Maryse Choisy

Maryse Choisy (1903–1979) was a French philosophical writer, journalist and founder of the journal Psyché. Born in Saint-Jean-de-Luz Saint-Jean-de-Luz on 1 February, she was brought up by her rich aunts in a historical castle in the Basque country. After the end of the First World War, she went to study at Girton College, part of the University of Cambridge.[1][2]

In 1927, she sought psychoanalytical treatment from Sigmund Freud and upon recounting an anxiety dream to him Freud apparently concluded, correctly, that she had been an illegitimate child.[1]

Choisy was a critic of André Breton's Surrealist Manifesto saying that it was based on a misunderstanding of Freud's concept of the unconscious mind and as a response to the Surrealist Movement, she published her "Manifeste Surridealiste" in Les Nouvelles littéraires on 22 October 1927.[3] It can also be found in her novel Mon Coeur dans une formule: C6 H8 (Az O3)6.

After meeting Pierre Teilhard in 1938 she converted to Catholicism and began to connect science, religion and psychoanalysis in her work.[1] Her role in the founding of the journal Psyché (1946) reflected her concerns with the "ideals of the Roman Catholic church". She went back to receiving psychoanalysis from René Laforgue in this period.

Her most controversial work was Un mois chez les filles which literally means 'A month among the girls' however when it was published in 1961 in English in the United States the titled changed to Psychoanalysis of the Prostitute. Choisy attempted to characterise sex workers as more human than in previous literature and avoided "moralising or...aestheticism".[1]

She received multiple awards in her lifetime including the National Order of Merit, a silver medal of Arts, Lettres, et Sciences, and the Lamennais Prize in 1967.[1]

Partial bibliography

  • Presque… [Almost...], quasi-novel. Éditeurs associés, 1923.
  • La Chirologie [Palm Reading]. Alcan, 1927.
  • Mon cœur dans une formule [My Heart in a Formula].
  • Cahiers suridéalistes [Suridealist Notebooks].
  • Un mois chez les filles [A Month With the Girls]. Montaigne, 1928.
  • Un mois chez les Hommes [A Month With the Guys]. Éditions de France, 1929.
  • Delteil tout nu [Delteil Naked]. Montaigne, 1930.
  • Le Vache à l’âme [The Soul Cow]. Éditions du Tambourinaire, 1930.
  • Quand les bêtes sont amoureuses [When Beasts are in Love]. Édition des portiques, 1931.
  • La guerre des sexes [The War of the Sexes] (? - reissued in 1970).
  • L'Amour dans les prisons [Love in the Prisons]. Montaigne, 1930.
  • Le thé des Romanech [The Tea of the Romanech]. 1943.
  • Yoga et psychanalyse [Yoga and Psychoanalysis]. Mont Blanc, 1948.
  • Qu’est-ce que la psychanalyse ? [What is Psychoanalysis ?]. L’Arche, 1950.
  • Problèmes sexuels de l'adolescence [Sexual Problems of Adolescence]. Montaigne, 1954.
  • Sigmund Freud: A New Appraisal. The Citadel Press, 1963.
  • Sur le chemin de Dieu on rencontre d’abord le diable [On the Way to God You Meet the Devil First]. Memoirs, 1925-1939. Émile Paul, 1977.
  • Contes pour ma fille... et pour les autres [Tales for My Little Girl...And for the Others] (article in French).

References

  1. Cosnier, Jacqueline (2005). International Dictionary of Psychoanalysis, Vol. 1. Gale.
  2. "Maryse Choisy: Biographie". Maryse Choisy. Retrieved 10 November 2019.
  3. "Gallica". Les Nouvelles Litteraires. 22 October 1927. p. 8. Retrieved 10 November 2019.

Further reading

  • Choisy, Maryse. (1961). Psychoanalysis of the prostitute. New York: Philosophical Library. (Original work published 1928)
  • ——. (1977). Mémoires : sur le chemin de Dieu on rencontre d'abord le Diable. Paris: Émile Paul.
  • Guillemain, Bernard. (1959). Maryse Choisy ou l'Amoureuse Sagesse. Paris: C.A.M.C. Hachette.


Since the pictures are not wanted, copy only the text of every record exactly.

Dataset records:
┌──
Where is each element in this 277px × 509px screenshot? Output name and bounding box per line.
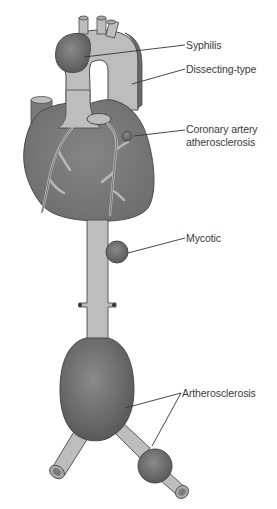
syphilis-aneurysm bbox=[56, 34, 91, 73]
abdominal-aorta bbox=[79, 220, 116, 340]
label-mycotic: Mycotic bbox=[186, 232, 221, 244]
iliac-aneurysm bbox=[138, 449, 172, 483]
label-artherosclerosis: Artherosclerosis bbox=[182, 387, 256, 399]
label-coronary-artery: Coronary artery bbox=[186, 123, 257, 135]
aneurysm-diagram bbox=[0, 0, 277, 509]
pulmonary-opening bbox=[87, 114, 111, 125]
coronary-aneurysm bbox=[122, 131, 132, 141]
mycotic-aneurysm bbox=[106, 241, 128, 263]
abdominal-aneurysm bbox=[60, 338, 134, 441]
label-dissecting-type: Dissecting-type bbox=[186, 63, 256, 75]
label-syphilis: Syphilis bbox=[186, 39, 221, 51]
label-atherosclerosis: atherosclerosis bbox=[186, 136, 255, 148]
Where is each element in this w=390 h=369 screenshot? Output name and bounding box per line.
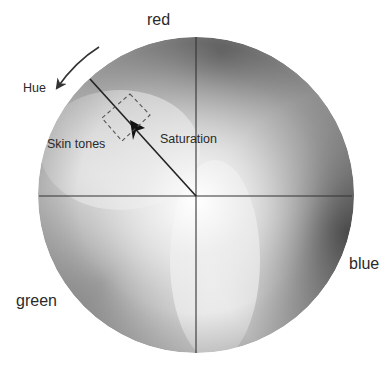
label-red: red — [147, 12, 170, 28]
label-blue: blue — [349, 256, 379, 272]
label-skin-tones: Skin tones — [47, 138, 105, 151]
label-saturation: Saturation — [160, 133, 217, 146]
label-green: green — [16, 293, 57, 309]
color-wheel-diagram — [0, 0, 390, 369]
label-hue: Hue — [23, 82, 46, 95]
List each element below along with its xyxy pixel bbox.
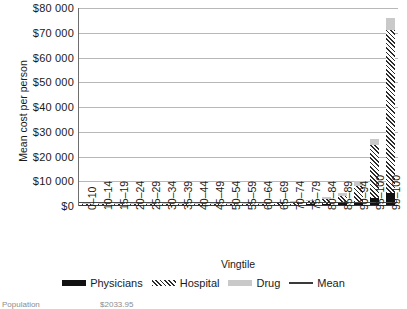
x-tick-slot: 75–79 [302, 208, 318, 258]
x-tick-slot: 70–74 [286, 208, 302, 258]
bar-slot [254, 8, 270, 206]
legend-item-physicians: Physicians [62, 277, 143, 289]
y-tick-label: $0 [61, 200, 74, 212]
bar-stack [194, 8, 203, 206]
bar-stack [98, 8, 107, 206]
x-tick-slot: 15–19 [110, 208, 126, 258]
bar-slot [239, 8, 255, 206]
bar-slot [350, 8, 366, 206]
bar-slot [175, 8, 191, 206]
drug-swatch-icon [228, 280, 252, 286]
hospital-swatch-icon [152, 280, 176, 286]
bar-stack [162, 8, 171, 206]
x-tick-label: 99–100 [390, 175, 402, 210]
legend-label-drug: Drug [256, 277, 280, 289]
legend-item-hospital: Hospital [152, 277, 220, 289]
x-tick-label: 40–44 [198, 181, 210, 210]
bar-stack [242, 8, 251, 206]
physicians-swatch-icon [62, 280, 86, 286]
bar-slot [191, 8, 207, 206]
x-tick-label: 15–19 [118, 181, 130, 210]
bar-slot [79, 8, 95, 206]
x-tick-slot: 20–24 [126, 208, 142, 258]
legend-item-mean: Mean [289, 277, 345, 289]
bar-stack [290, 8, 299, 206]
x-tick-slot: 40–44 [190, 208, 206, 258]
x-tick-label: 30–34 [166, 181, 178, 210]
x-tick-label: 95–100 [374, 175, 386, 210]
bar-stack [130, 8, 139, 206]
x-tick-slot: 60–64 [254, 208, 270, 258]
bar-stack [226, 8, 235, 206]
y-axis-tick-labels: $80 000$70 000$60 000$50 000$40 000$30 0… [6, 0, 78, 212]
bar-segment-hospital [386, 30, 395, 193]
chart-container: Mean cost per person $80 000$70 000$60 0… [0, 0, 407, 309]
x-tick-slot: 90–94 [350, 208, 366, 258]
x-tick-slot: 95–100 [366, 208, 382, 258]
x-tick-label: 0–10 [86, 187, 98, 210]
plot-area [78, 8, 398, 206]
bar-stack [322, 8, 331, 206]
legend-item-drug: Drug [228, 277, 280, 289]
bar-stack [274, 8, 283, 206]
x-tick-slot: 10–14 [94, 208, 110, 258]
x-tick-label: 65–69 [278, 181, 290, 210]
x-tick-slot: 0–10 [78, 208, 94, 258]
bar-slot [318, 8, 334, 206]
bar-slot [95, 8, 111, 206]
y-tick-label: $40 000 [33, 101, 74, 113]
bar-slot [334, 8, 350, 206]
bar-slot [127, 8, 143, 206]
x-tick-label: 80–84 [326, 181, 338, 210]
chart-legend: Physicians Hospital Drug Mean [0, 277, 407, 289]
y-tick-label: $50 000 [33, 76, 74, 88]
bar-stack [178, 8, 187, 206]
y-tick-label: $30 000 [33, 126, 74, 138]
bar-stack [114, 8, 123, 206]
x-tick-label: 70–74 [294, 181, 306, 210]
footnote-label: Population [2, 300, 40, 309]
x-tick-label: 55–59 [246, 181, 258, 210]
x-tick-label: 75–79 [310, 181, 322, 210]
bar-segment-drug [386, 18, 395, 30]
x-tick-label: 25–29 [150, 181, 162, 210]
bar-slot [270, 8, 286, 206]
y-tick-label: $20 000 [33, 151, 74, 163]
footnote-value: $2033.95 [100, 300, 133, 309]
y-tick-label: $10 000 [33, 175, 74, 187]
x-tick-slot: 45–49 [206, 208, 222, 258]
legend-label-hospital: Hospital [180, 277, 220, 289]
legend-label-mean: Mean [317, 277, 345, 289]
y-tick-label: $60 000 [33, 52, 74, 64]
x-axis-title: Vingtile [78, 258, 398, 270]
x-tick-label: 85–89 [342, 181, 354, 210]
x-tick-label: 60–64 [262, 181, 274, 210]
bar-stack [354, 8, 363, 206]
bar-slot [286, 8, 302, 206]
x-tick-slot: 85–89 [334, 208, 350, 258]
mean-swatch-icon [289, 282, 313, 284]
bar-stack [258, 8, 267, 206]
x-tick-slot: 80–84 [318, 208, 334, 258]
bar-series-group [79, 8, 398, 206]
bar-stack [146, 8, 155, 206]
x-tick-slot: 35–39 [174, 208, 190, 258]
x-tick-slot: 50–54 [222, 208, 238, 258]
x-tick-label: 20–24 [134, 181, 146, 210]
bar-slot [207, 8, 223, 206]
bar-slot [223, 8, 239, 206]
x-tick-label: 35–39 [182, 181, 194, 210]
bar-slot [302, 8, 318, 206]
bar-stack [210, 8, 219, 206]
x-tick-slot: 30–34 [158, 208, 174, 258]
x-tick-label: 10–14 [102, 181, 114, 210]
x-tick-slot: 55–59 [238, 208, 254, 258]
x-tick-label: 45–49 [214, 181, 226, 210]
x-tick-slot: 25–29 [142, 208, 158, 258]
y-tick-label: $80 000 [33, 2, 74, 14]
x-tick-slot: 99–100 [382, 208, 398, 258]
x-axis-tick-labels: 0–1010–1415–1920–2425–2930–3435–3940–444… [78, 208, 398, 258]
legend-label-physicians: Physicians [90, 277, 143, 289]
bar-slot [111, 8, 127, 206]
x-tick-label: 90–94 [358, 181, 370, 210]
└──
RESULT OF THE EXERCISE:
Where is each element in this 277px × 509px screenshot? Output name and bounding box per line.
syphilis-aneurysm bbox=[56, 34, 91, 73]
abdominal-aorta bbox=[79, 220, 116, 340]
label-mycotic: Mycotic bbox=[186, 232, 221, 244]
iliac-aneurysm bbox=[138, 449, 172, 483]
label-artherosclerosis: Artherosclerosis bbox=[182, 387, 256, 399]
label-coronary-artery: Coronary artery bbox=[186, 123, 257, 135]
aneurysm-diagram bbox=[0, 0, 277, 509]
pulmonary-opening bbox=[87, 114, 111, 125]
coronary-aneurysm bbox=[122, 131, 132, 141]
mycotic-aneurysm bbox=[106, 241, 128, 263]
abdominal-aneurysm bbox=[60, 338, 134, 441]
label-dissecting-type: Dissecting-type bbox=[186, 63, 256, 75]
label-syphilis: Syphilis bbox=[186, 39, 221, 51]
label-atherosclerosis: atherosclerosis bbox=[186, 136, 255, 148]
Where is each element in this w=390 h=369 screenshot? Output name and bounding box per line.
label-red: red — [147, 12, 170, 28]
label-blue: blue — [349, 256, 379, 272]
label-skin-tones: Skin tones — [47, 138, 105, 151]
label-saturation: Saturation — [160, 133, 217, 146]
label-green: green — [16, 293, 57, 309]
color-wheel-diagram — [0, 0, 390, 369]
label-hue: Hue — [23, 82, 46, 95]
List each element below along with its xyxy pixel bbox.
x-tick-slot: 75–79 [302, 208, 318, 258]
x-tick-slot: 70–74 [286, 208, 302, 258]
bar-slot [254, 8, 270, 206]
legend-item-physicians: Physicians [62, 277, 143, 289]
y-tick-label: $0 [61, 200, 74, 212]
bar-stack [194, 8, 203, 206]
bar-stack [98, 8, 107, 206]
x-tick-slot: 15–19 [110, 208, 126, 258]
bar-slot [239, 8, 255, 206]
bar-slot [350, 8, 366, 206]
bar-slot [175, 8, 191, 206]
drug-swatch-icon [228, 280, 252, 286]
hospital-swatch-icon [152, 280, 176, 286]
bar-stack [162, 8, 171, 206]
x-tick-label: 99–100 [390, 175, 402, 210]
legend-label-drug: Drug [256, 277, 280, 289]
legend-item-hospital: Hospital [152, 277, 220, 289]
x-tick-label: 40–44 [198, 181, 210, 210]
bar-stack [242, 8, 251, 206]
physicians-swatch-icon [62, 280, 86, 286]
bar-slot [191, 8, 207, 206]
x-tick-label: 15–19 [118, 181, 130, 210]
bar-slot [79, 8, 95, 206]
x-tick-slot: 20–24 [126, 208, 142, 258]
legend-item-mean: Mean [289, 277, 345, 289]
bar-stack [290, 8, 299, 206]
x-tick-slot: 40–44 [190, 208, 206, 258]
x-tick-label: 30–34 [166, 181, 178, 210]
x-tick-label: 95–100 [374, 175, 386, 210]
bar-stack [130, 8, 139, 206]
x-tick-slot: 60–64 [254, 208, 270, 258]
bar-stack [226, 8, 235, 206]
y-axis-tick-labels: $80 000$70 000$60 000$50 000$40 000$30 0… [6, 0, 78, 212]
bar-segment-hospital [386, 30, 395, 193]
chart-container: Mean cost per person $80 000$70 000$60 0… [0, 0, 407, 309]
x-tick-slot: 90–94 [350, 208, 366, 258]
x-tick-slot: 95–100 [366, 208, 382, 258]
x-tick-label: 0–10 [86, 187, 98, 210]
plot-area [78, 8, 398, 206]
bar-stack [322, 8, 331, 206]
legend-item-drug: Drug [228, 277, 280, 289]
bar-stack [274, 8, 283, 206]
x-tick-slot: 10–14 [94, 208, 110, 258]
x-tick-label: 65–69 [278, 181, 290, 210]
x-tick-slot: 0–10 [78, 208, 94, 258]
bar-slot [318, 8, 334, 206]
bar-slot [95, 8, 111, 206]
y-tick-label: $40 000 [33, 101, 74, 113]
bar-slot [334, 8, 350, 206]
bar-slot [127, 8, 143, 206]
x-tick-label: 80–84 [326, 181, 338, 210]
chart-legend: Physicians Hospital Drug Mean [0, 277, 407, 289]
y-tick-label: $50 000 [33, 76, 74, 88]
bar-stack [178, 8, 187, 206]
y-tick-label: $30 000 [33, 126, 74, 138]
bar-stack [114, 8, 123, 206]
x-tick-label: 70–74 [294, 181, 306, 210]
footnote-label: Population [2, 300, 40, 309]
x-tick-label: 55–59 [246, 181, 258, 210]
x-tick-label: 75–79 [310, 181, 322, 210]
bar-segment-drug [386, 18, 395, 30]
x-tick-label: 25–29 [150, 181, 162, 210]
bar-slot [270, 8, 286, 206]
y-tick-label: $20 000 [33, 151, 74, 163]
footnote-value: $2033.95 [100, 300, 133, 309]
y-tick-label: $10 000 [33, 175, 74, 187]
x-tick-slot: 45–49 [206, 208, 222, 258]
legend-label-hospital: Hospital [180, 277, 220, 289]
legend-label-mean: Mean [317, 277, 345, 289]
y-tick-label: $60 000 [33, 52, 74, 64]
x-axis-title: Vingtile [78, 258, 398, 270]
x-tick-label: 85–89 [342, 181, 354, 210]
x-tick-label: 60–64 [262, 181, 274, 210]
bar-stack [354, 8, 363, 206]
bar-slot [286, 8, 302, 206]
x-tick-slot: 85–89 [334, 208, 350, 258]
mean-swatch-icon [289, 282, 313, 284]
bar-stack [258, 8, 267, 206]
x-tick-slot: 80–84 [318, 208, 334, 258]
bar-series-group [79, 8, 398, 206]
bar-stack [146, 8, 155, 206]
x-tick-slot: 35–39 [174, 208, 190, 258]
x-tick-slot: 50–54 [222, 208, 238, 258]
x-tick-label: 20–24 [134, 181, 146, 210]
bar-slot [207, 8, 223, 206]
bar-slot [223, 8, 239, 206]
x-tick-label: 35–39 [182, 181, 194, 210]
bar-slot [302, 8, 318, 206]
bar-stack [210, 8, 219, 206]
x-tick-slot: 30–34 [158, 208, 174, 258]
x-tick-label: 10–14 [102, 181, 114, 210]
x-tick-slot: 55–59 [238, 208, 254, 258]
x-tick-label: 45–49 [214, 181, 226, 210]
x-tick-slot: 25–29 [142, 208, 158, 258]
y-tick-label: $80 000 [33, 2, 74, 14]
x-tick-slot: 99–100 [382, 208, 398, 258]
x-axis-tick-labels: 0–1010–1415–1920–2425–2930–3435–3940–444… [78, 208, 398, 258]
legend-label-physicians: Physicians [90, 277, 143, 289]
bar-slot [111, 8, 127, 206]
x-tick-label: 90–94 [358, 181, 370, 210]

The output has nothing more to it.